A PERFECT MURDER A film review by Steve Rhodes Copyright 1998 Steve Rhodes
RATING (0 TO ****): **
Rule number one for successful affairs: Do not leave your wedding ring behind at your lover's apartment.
Gorgeous and fabulously wealthy Emily Bradford Taylor has been spending a lot of time lately with her favorite painter, the impoverished David Shaw, and it's not just to admire his etchings. We watch them kiss while rolling over and over in bed so they must be more than just good friends. (Sex in the movies is, well, different.) Although they naively believe that their clandestine relationship has not been discovered, Emily's husband, Steven, knows, and he plans to put a stop to it in a most unusual way. He's going to offer David $500,000 to kill Emily.

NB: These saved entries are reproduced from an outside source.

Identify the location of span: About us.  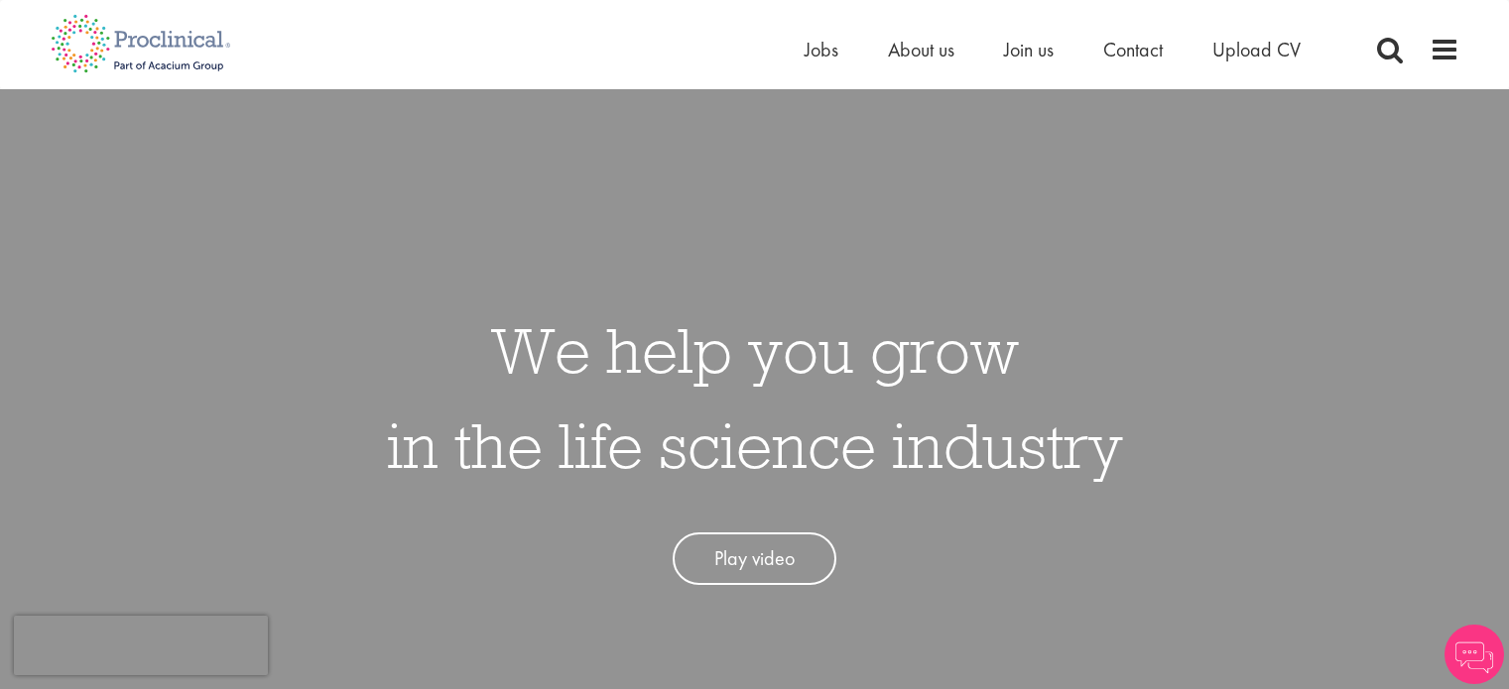
(920, 50).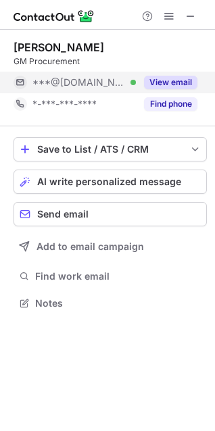 The image size is (215, 431). What do you see at coordinates (110, 149) in the screenshot?
I see `div: Save to List / ATS / CRM` at bounding box center [110, 149]. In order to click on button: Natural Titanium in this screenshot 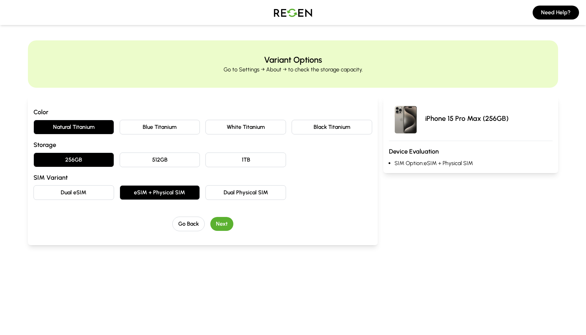, I will do `click(74, 127)`. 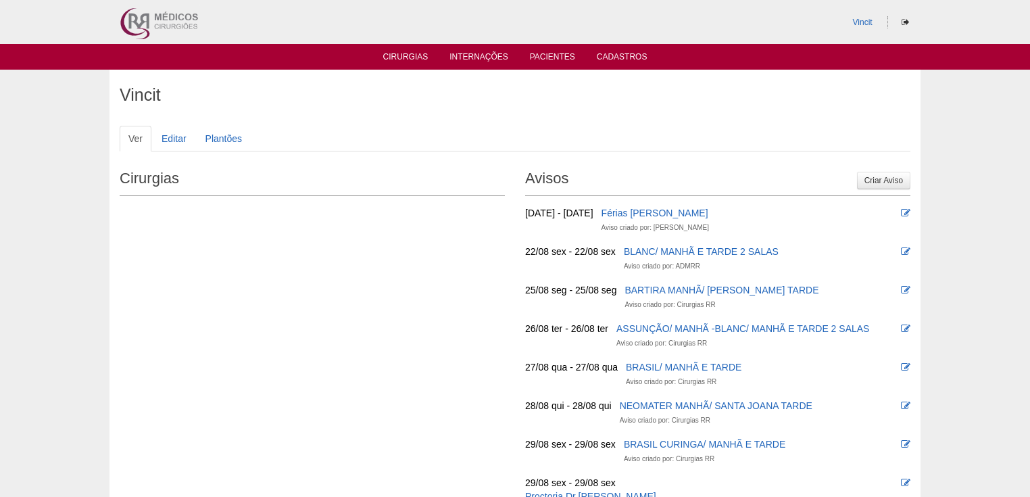 I want to click on a: Internações, so click(x=479, y=59).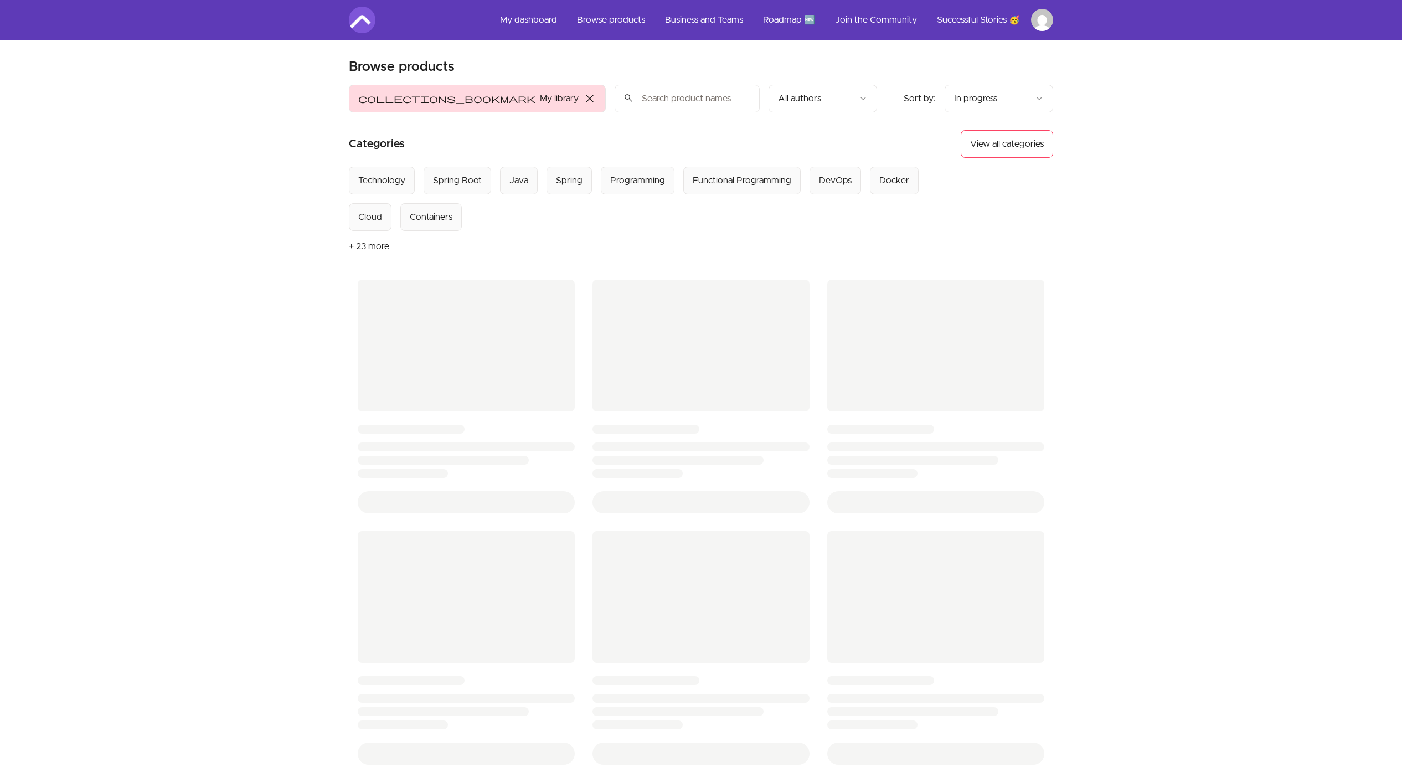  Describe the element at coordinates (370, 217) in the screenshot. I see `div: Cloud` at that location. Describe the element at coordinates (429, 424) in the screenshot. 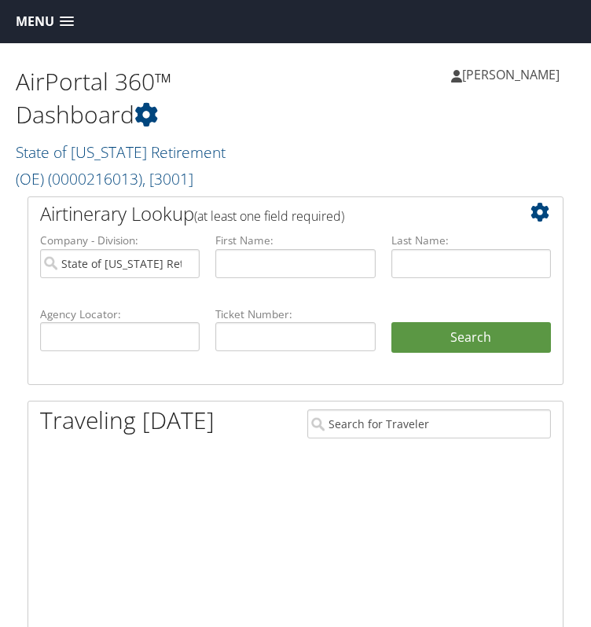

I see `input: Search for Traveler` at that location.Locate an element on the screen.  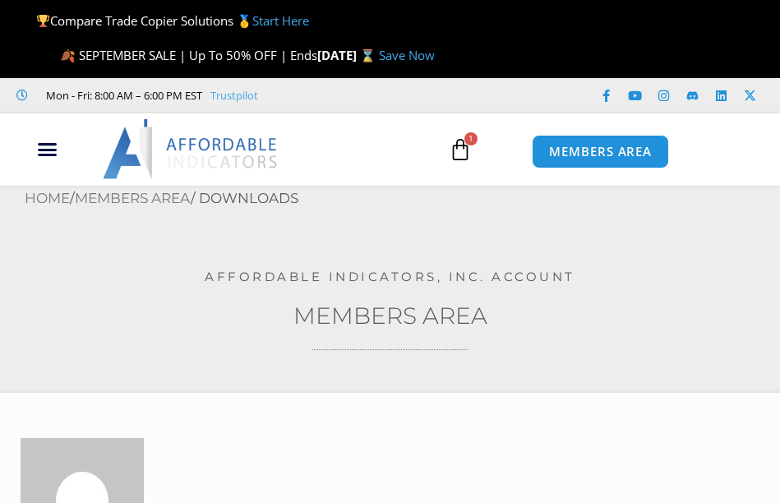
a: Trustpilot is located at coordinates (234, 95).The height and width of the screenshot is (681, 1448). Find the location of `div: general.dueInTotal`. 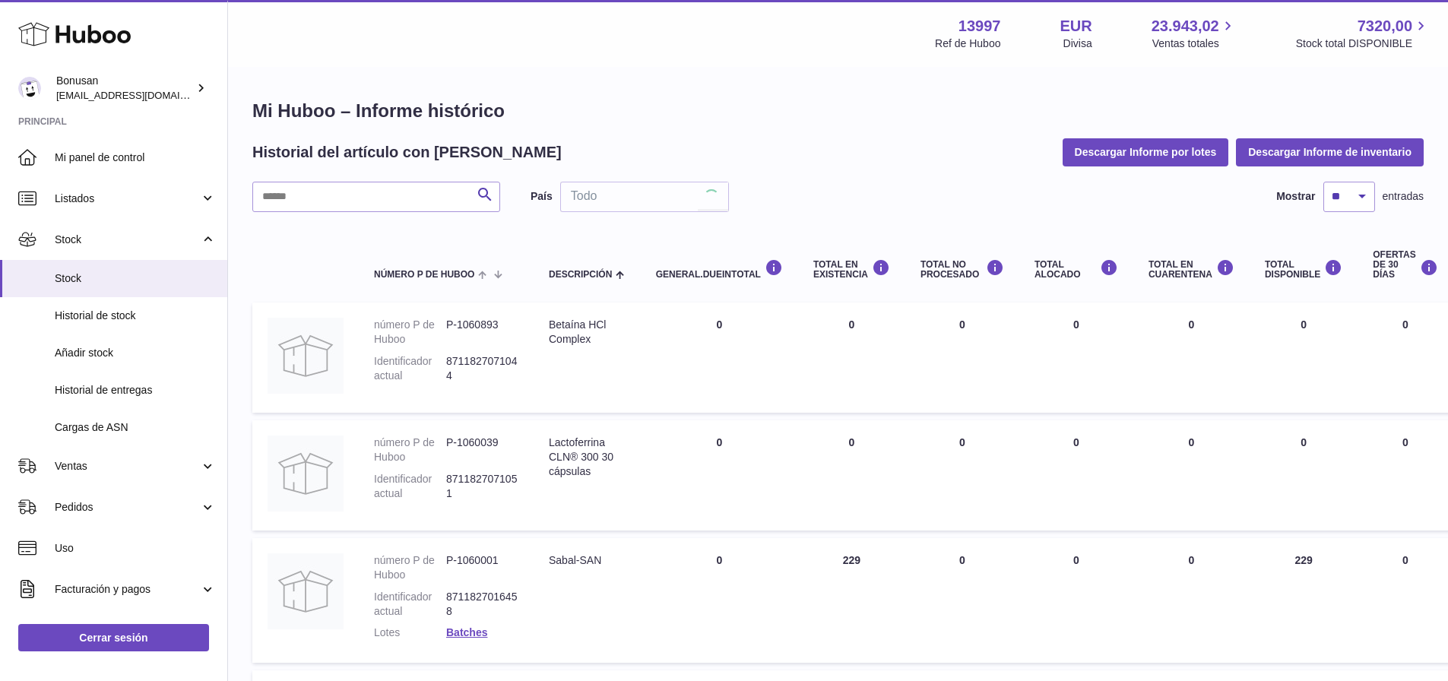

div: general.dueInTotal is located at coordinates (719, 269).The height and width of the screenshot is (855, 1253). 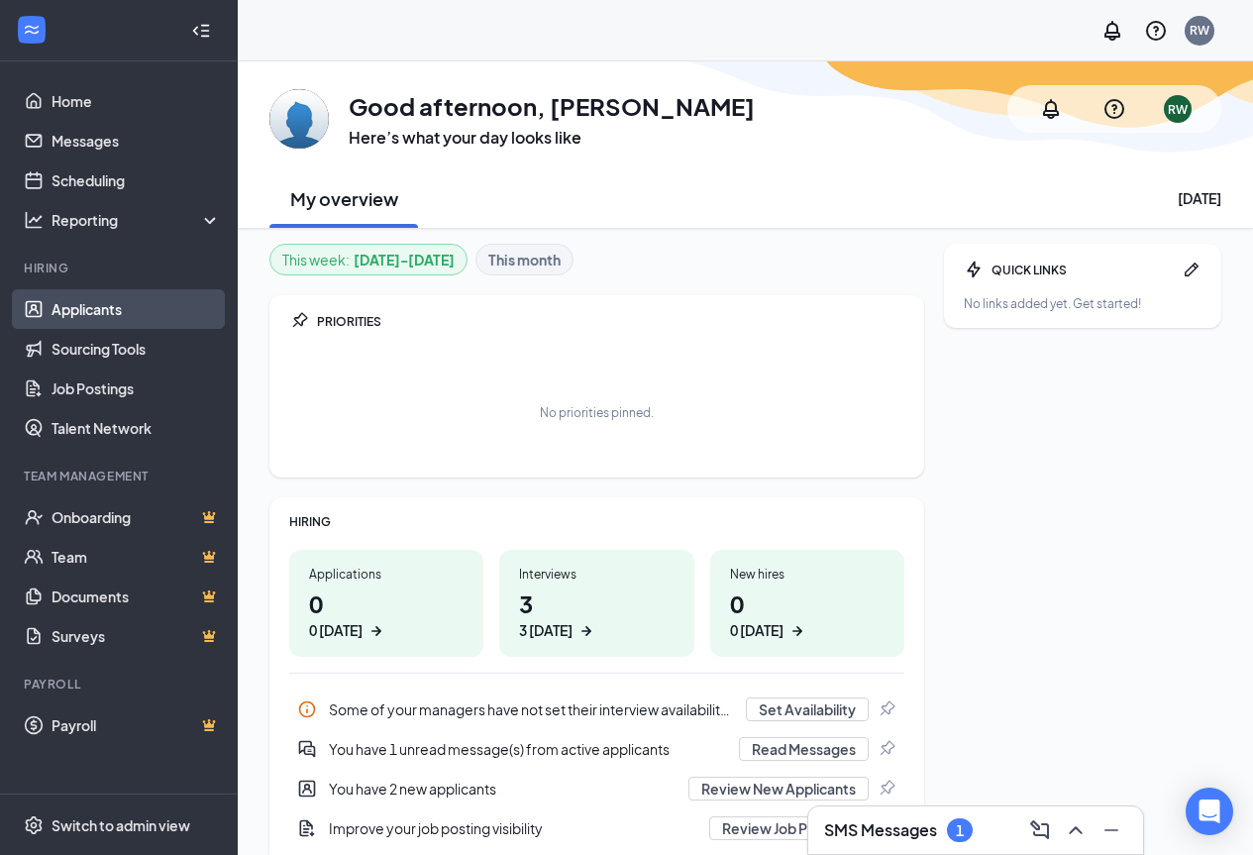 What do you see at coordinates (1076, 830) in the screenshot?
I see `button: ChevronUp` at bounding box center [1076, 830].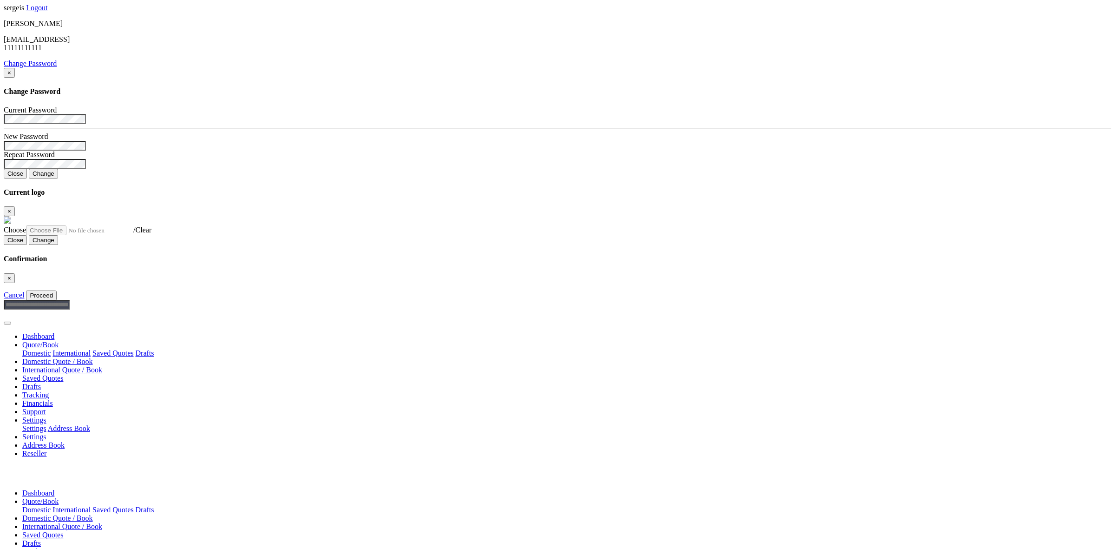 Image resolution: width=1115 pixels, height=549 pixels. Describe the element at coordinates (41, 295) in the screenshot. I see `button: Proceed` at that location.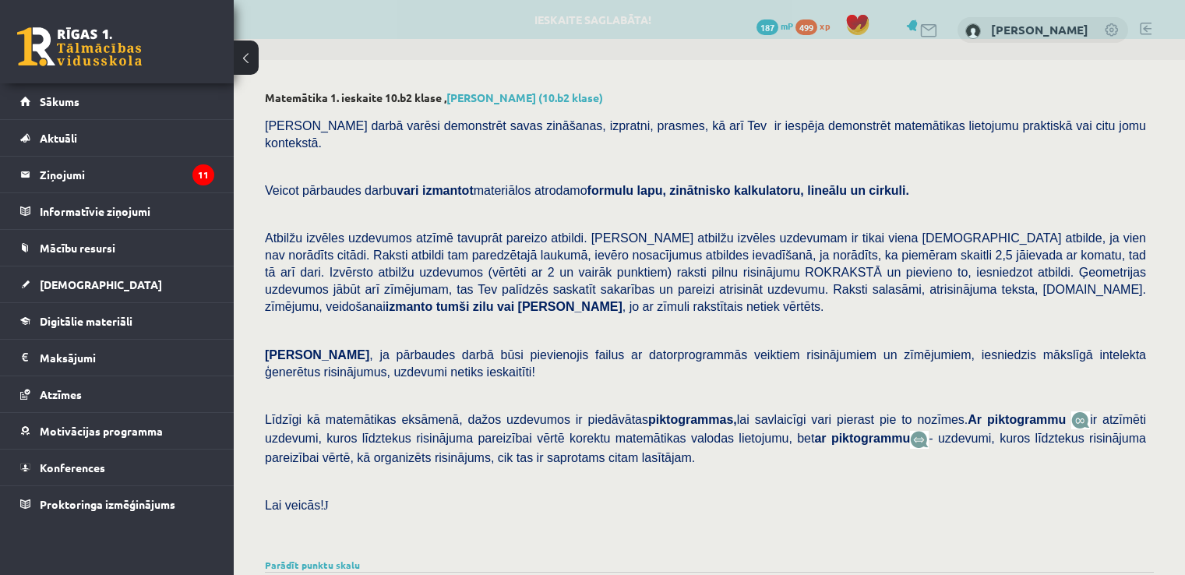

A remake of Alfred Hitchcock's DIAL M FOR MURDER, A PERFECT MURDER is by Steven Seagal's action director Andrew Davis (ABOVE THE LAW and UNDER SIEGE), who seems lost remaking an intricate Hitchcockian thriller. Without the usual explosions or constant violence to punctuate his movie, Davis has the cameras instead pan the Taylor mansion so frequently that you may think it's the latest installment of "The Lifestyles of the Rich and Famous."
As investment banker Steven Taylor, Michael Douglas gives us Gordon Gecko-lite. Patrick Smith Kelly's script needs more sharply drawn characters. Steven, for example, should be more ruthless and coldly calculating. Instead, he's a villain without much of a cinematic punch.
As Steven's wife, Gwyneth Paltrow is certainly lovely, but she lacks the visceral vulnerability necessary for the suspense to build properly. Paltrow seems more to be in a third parallel universe from SLIDING DOORS than in a thriller.
Viggo Mortensen from G. I. JANE plays the sleazy lover and "petty swindler" David. Badly miscast, Mortensen gives a fairly lifeless performance. Never threatening or particularly convincing, Mortensen looks relatively disinterested in the entire production.
David Suchet, television's Hercule Poirot, appears all too briefly as Detective Mohamed Karaman. His role, which could and should have added an interesting investigative part to the story, is never developed. His character's sole purpose apparently is for Emily to be able demonstrate her foreign language dexterity. She converses with him in his native tongue to inquire about his family's health.
Once David accepts Steven's money, the story takes a few twists and turns, but Davis stages the scenes without any regard for subtlety. He brings the camera in tight and has it frame the future murder weapon so that we all know in advance what will happen. And when Steven drops an envelope and paper with care, Davis zooms the camera in so we can see David put his fingerprints on them. Next, we watch Steven meticulously covering the fingerprinted materials in case anyone in the audience missed the last obvious clue. Davis doesn't want any "surprises" that are not suitably preannounced.
In order to atone partially for the lackluster story, Davis injects a heavy orchestral score by THE POSTMAN's James Newton Howard. With long violin notes, pianos in the low registers, and blaring French horns, we are reminded incessantly that this is a thriller no matter how languid the pacing.
Having the ingredients for a mystery isn't the same thing as actually creating one. One needs an accomplished chef to prepare the dish, and Davis needs explosions and fast actions to concoct a cinematic treat. He had the recipe right in THE FUGITIVE, but he has long since lost it. His blow 'em up extravaganza, CHAIN REACTION, was his last movie attempt, and it was a bomb in more ways than one.
A thriller without much genuine suspense isn't much of a thriller even if the atmospherics are dead-on as they are in A PERFECT MURDER. The picture, however, is instructive. In addition to the wedding ring rule, we learn that, if you're fabulously rich, don't forget those pre-nups.
A PERFECT MURDER runs 1:47. It is rated R for violence, profanity and sex and would be fine for most teenagers.
The film will open nationwide in the United States tomorrow, Friday, June 5. In the San Jose area it will be playing at the AMC and Century theaters.